The $33.7 million Fidelity Advisor Japan will merge with the $893 million Fidelity Japan (FJPNX). Robert Rowland has run both funds since 2007 and will remain if shareholders approve the merger. Both funds are in the red since Rowland took over but have held up better than their peers and benchmark. Fidelity Japan has lost 9.5% annualized from May 1, 2007, through Sept. 21, 2010, which is poor in absolute terms but better than the typical Japan stock fund's 12.0% tumble and the index's 17.0% loss over that period.

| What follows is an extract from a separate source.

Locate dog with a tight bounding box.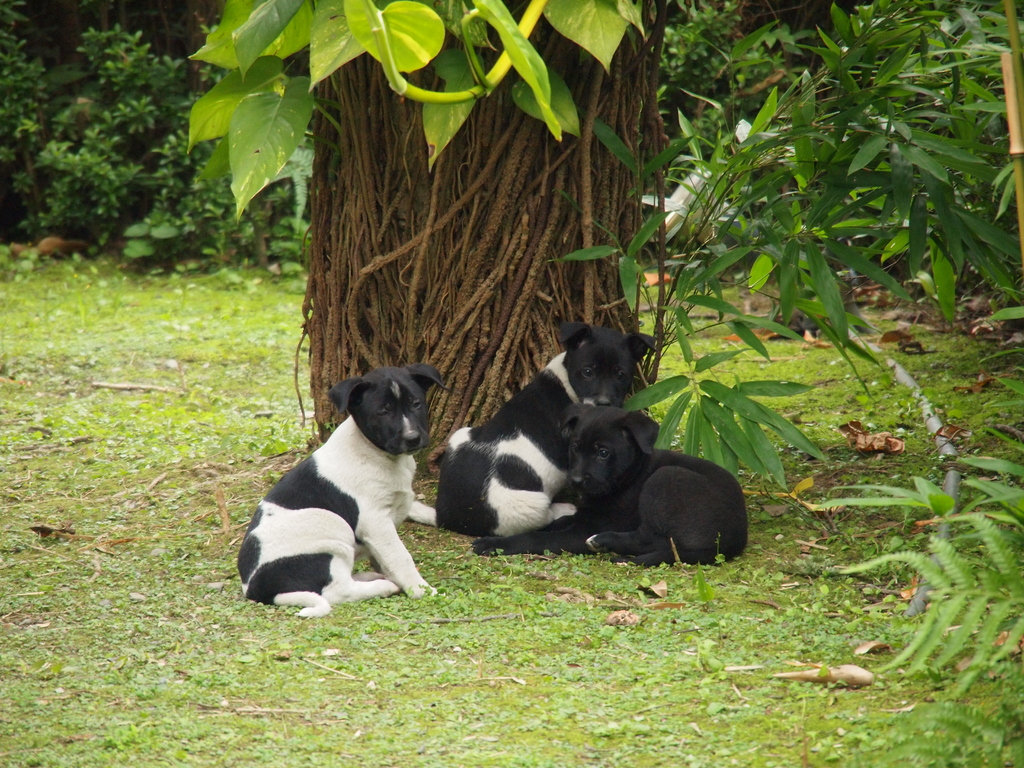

Fidelity Select Home Finance's (FSVLX) mandate and name will change pending approval. The fund's board has proposed letting the fund own stocks in faster-growing areas like auto loans, student loans, and credit cards in addition to the slower-growing mortgages and related services. Its new name would be Fidelity Select Consumer Finance.
Etc.
Tom Gayner, an independent director on the Davis New York Venture (NYVTX) fund board since 2004, is poised to become the board's chair, pending shareholder approval. Gayner is the executive vice president and chief investment officer of Buffett-esque insurance company Markel Corporation (MKL). The fund owns shares in Markel.
Iowa will lower the fee of its College Savings Iowa 529 to 0.34% from 0.50% on Oct. 15, 2010. Iowa's direct-sold plan uses Vanguard funds, offering four age-based tracks and nine static investments. In the past month, several other Vanguard-managed 529 plans have cut fees. Colorado's CollegeInvest waived its 0.10% administrative fee for one year on the Direct Portfolio College Savings Plan, lowering fees to 0.42% from 0.52%. Meanwhile, New York's 529 College Savings Program lowered its fees to 0.25% from 0.49% on all of its investment options.
HSBC Investor Mid Cap will liquidate by Nov. 19, 2010.
Bryan Petermann is off the portfolio management team of SunAmerica Strategic Bond (SDIAX).
Los Angeles Capital Management and Equity Research is no longer the subadvisor to Forward SMIDPlus (formerly the Forward Small to Mid Cap Fund). The fund is now managed by Nathan Rowader, David Ruff, Jim O'Donnell, and Paul Herbert of Forward Management. Rowader and Ruff have primary responsibility for the day-to-day management of the fund.
Mutual fund analysts Ryan Leggio, David Falkof, and Kailin Liu contributed to this report.